As we flew of the Archipelago Los Roques the next afternoon we realised that we’d made a brilliant decision as the islands shined white, the water inside the reef turquoise and a perfect blue outside we grinned like cheshire cats, the next week was going to be good. We pitched our £18, 4 man tent on the beach and went to try and sort out an open water diver course. We scored with our first stop, Ecobuzos. Fernando, our instructor struck a great deal with us, course, night dive and a days use of his underwater camera for $300, he asks for 350 for the course and we started there and then.

Its not an understatement to describe Los Roques as beautiful from the surface but its not a patch on water there is to see underwater stunning is the only word that comes close. I’d put you to sleep to go on about each dive individually but we saw more as we got more experience, and calmed down underwater. The higlights included seeing a globe fish -  a ball of spikes with a face, a barracuda, a lobster; along with night diving and diving into a cave, oh and swimming through numerous shoals of fish.

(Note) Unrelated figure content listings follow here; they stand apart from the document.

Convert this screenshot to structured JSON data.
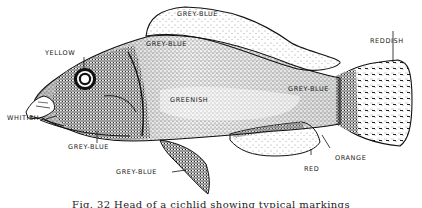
{
  "figure": {
    "caption": "Fig. 32  Head of a cichlid showing typical markings",
    "caption_visible": "partially cut off at bottom edge"
  },
  "labels": [
    {
      "id": "dorsal-fin-upper",
      "text": "GREY-BLUE"
    },
    {
      "id": "back",
      "text": "GREY-BLUE"
    },
    {
      "id": "eye",
      "text": "YELLOW"
    },
    {
      "id": "tail",
      "text": "REDDISH"
    },
    {
      "id": "body",
      "text": "GREENISH"
    },
    {
      "id": "caudal-peduncle",
      "text": "GREY-BLUE"
    },
    {
      "id": "lips",
      "text": "WHITISH"
    },
    {
      "id": "throat",
      "text": "GREY-BLUE"
    },
    {
      "id": "pelvic-fin",
      "text": "GREY-BLUE"
    },
    {
      "id": "anal-fin",
      "text": "RED"
    },
    {
      "id": "anal-fin-edge",
      "text": "ORANGE"
    }
  ],
  "colors": {
    "ink": "#1a1a1a",
    "paper": "#ffffff"
  }
}
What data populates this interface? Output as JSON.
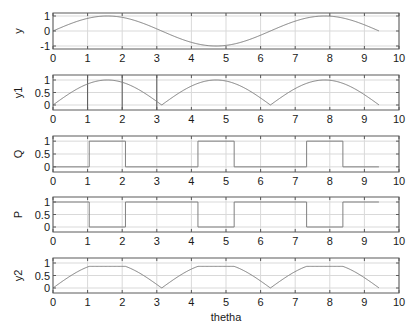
{
  "figure": {
    "width": 417,
    "height": 327,
    "background": "#ffffff",
    "line_color": "#808080",
    "grid_color": "#d9d9d9",
    "axes_color": "#5a5a5a",
    "text_color": "#1a1a1a"
  },
  "chart_data": [
    {
      "type": "line",
      "title": "",
      "xlabel": "",
      "ylabel": "y",
      "xlim": [
        0,
        10
      ],
      "ylim": [
        -1.2,
        1.2
      ],
      "xticks": [
        "0",
        "1",
        "2",
        "3",
        "4",
        "5",
        "6",
        "7",
        "8",
        "9",
        "10"
      ],
      "yticks": [
        "-1",
        "0",
        "1"
      ],
      "ytick_values": [
        -1,
        0,
        1
      ],
      "grid": true,
      "function": "sin",
      "x_range": [
        0,
        9.42
      ],
      "x": [
        0,
        0.5,
        1,
        1.5708,
        2,
        2.5,
        3,
        3.1416,
        3.5,
        4,
        4.5,
        4.7124,
        5,
        5.5,
        6,
        6.2832,
        6.5,
        7,
        7.5,
        7.854,
        8,
        8.5,
        9,
        9.42
      ],
      "values": [
        0,
        0.48,
        0.84,
        1,
        0.91,
        0.6,
        0.14,
        0,
        -0.35,
        -0.76,
        -0.98,
        -1,
        -0.96,
        -0.71,
        -0.28,
        0,
        0.22,
        0.66,
        0.94,
        1,
        0.99,
        0.8,
        0.41,
        0
      ]
    },
    {
      "type": "line",
      "title": "",
      "xlabel": "",
      "ylabel": "y1",
      "xlim": [
        0,
        10
      ],
      "ylim": [
        -0.2,
        1.2
      ],
      "xticks": [
        "0",
        "1",
        "2",
        "3",
        "4",
        "5",
        "6",
        "7",
        "8",
        "9",
        "10"
      ],
      "yticks": [
        "0",
        "0.5",
        "1"
      ],
      "ytick_values": [
        0,
        0.5,
        1
      ],
      "grid": true,
      "dark_vlines": [
        1,
        2,
        3
      ],
      "function": "abs_sin",
      "x_range": [
        0,
        9.42
      ],
      "x": [
        0,
        0.5,
        1,
        1.5708,
        2,
        2.5,
        3,
        3.1416,
        3.5,
        4,
        4.5,
        4.7124,
        5,
        5.5,
        6,
        6.2832,
        6.5,
        7,
        7.5,
        7.854,
        8,
        8.5,
        9,
        9.42
      ],
      "values": [
        0,
        0.48,
        0.84,
        1,
        0.91,
        0.6,
        0.14,
        0,
        0.35,
        0.76,
        0.98,
        1,
        0.96,
        0.71,
        0.28,
        0,
        0.22,
        0.66,
        0.94,
        1,
        0.99,
        0.8,
        0.41,
        0
      ]
    },
    {
      "type": "line",
      "title": "",
      "xlabel": "",
      "ylabel": "Q",
      "xlim": [
        0,
        10
      ],
      "ylim": [
        -0.2,
        1.2
      ],
      "xticks": [
        "0",
        "1",
        "2",
        "3",
        "4",
        "5",
        "6",
        "7",
        "8",
        "9",
        "10"
      ],
      "yticks": [
        "0",
        "0.5",
        "1"
      ],
      "ytick_values": [
        0,
        0.5,
        1
      ],
      "grid": true,
      "function": "step",
      "x_range": [
        0,
        9.42
      ],
      "x": [
        0,
        1.047,
        1.047,
        2.094,
        2.094,
        4.189,
        4.189,
        5.236,
        5.236,
        7.33,
        7.33,
        8.378,
        8.378,
        9.42
      ],
      "values": [
        0,
        0,
        1,
        1,
        0,
        0,
        1,
        1,
        0,
        0,
        1,
        1,
        0,
        0
      ]
    },
    {
      "type": "line",
      "title": "",
      "xlabel": "",
      "ylabel": "P",
      "xlim": [
        0,
        10
      ],
      "ylim": [
        -0.2,
        1.2
      ],
      "xticks": [
        "0",
        "1",
        "2",
        "3",
        "4",
        "5",
        "6",
        "7",
        "8",
        "9",
        "10"
      ],
      "yticks": [
        "0",
        "0.5",
        "1"
      ],
      "ytick_values": [
        0,
        0.5,
        1
      ],
      "grid": true,
      "function": "step",
      "x_range": [
        0,
        9.42
      ],
      "x": [
        0,
        1.047,
        1.047,
        2.094,
        2.094,
        4.189,
        4.189,
        5.236,
        5.236,
        7.33,
        7.33,
        8.378,
        8.378,
        9.42
      ],
      "values": [
        1,
        1,
        0,
        0,
        1,
        1,
        0,
        0,
        1,
        1,
        0,
        0,
        1,
        1
      ]
    },
    {
      "type": "line",
      "title": "",
      "xlabel": "thetha",
      "ylabel": "y2",
      "xlim": [
        0,
        10
      ],
      "ylim": [
        -0.2,
        1.2
      ],
      "xticks": [
        "0",
        "1",
        "2",
        "3",
        "4",
        "5",
        "6",
        "7",
        "8",
        "9",
        "10"
      ],
      "yticks": [
        "0",
        "0.5",
        "1"
      ],
      "ytick_values": [
        0,
        0.5,
        1
      ],
      "grid": true,
      "function": "clipped_abs_sin",
      "x_range": [
        0,
        9.42
      ],
      "x": [
        0,
        0.5,
        1.047,
        2.094,
        2.5,
        3,
        3.1416,
        3.5,
        4.189,
        5.236,
        5.5,
        6,
        6.2832,
        6.5,
        7.33,
        8.378,
        8.5,
        9,
        9.42
      ],
      "values": [
        0,
        0.48,
        0.866,
        0.866,
        0.6,
        0.14,
        0,
        0.35,
        0.866,
        0.866,
        0.71,
        0.28,
        0,
        0.22,
        0.866,
        0.866,
        0.8,
        0.41,
        0
      ]
    }
  ]
}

Unfortunately that ended my trip, it was time for the last 3 of our group of 18 to split and we ended it in a suitable way, although none of us felt ourselves. We were much quieter and more reflective than normal, but thats only to be expected. As we left Los Roques on our last morning none of us said a word on the flight back, we all just stared back at the last 5 months of fun out of the plane window. Saying goodbye to Matt at Caracas as we joined the queues to board our planes all we could manage was a ‘right then, this is it, its been emotional, have a great time mate.’ It was really hard to stem back a flow of tears as we turnedour backs to each other. The excitement of actually going home didn’t return until I was halfway across the atlantic having watched matts plane take off on the depature’s board.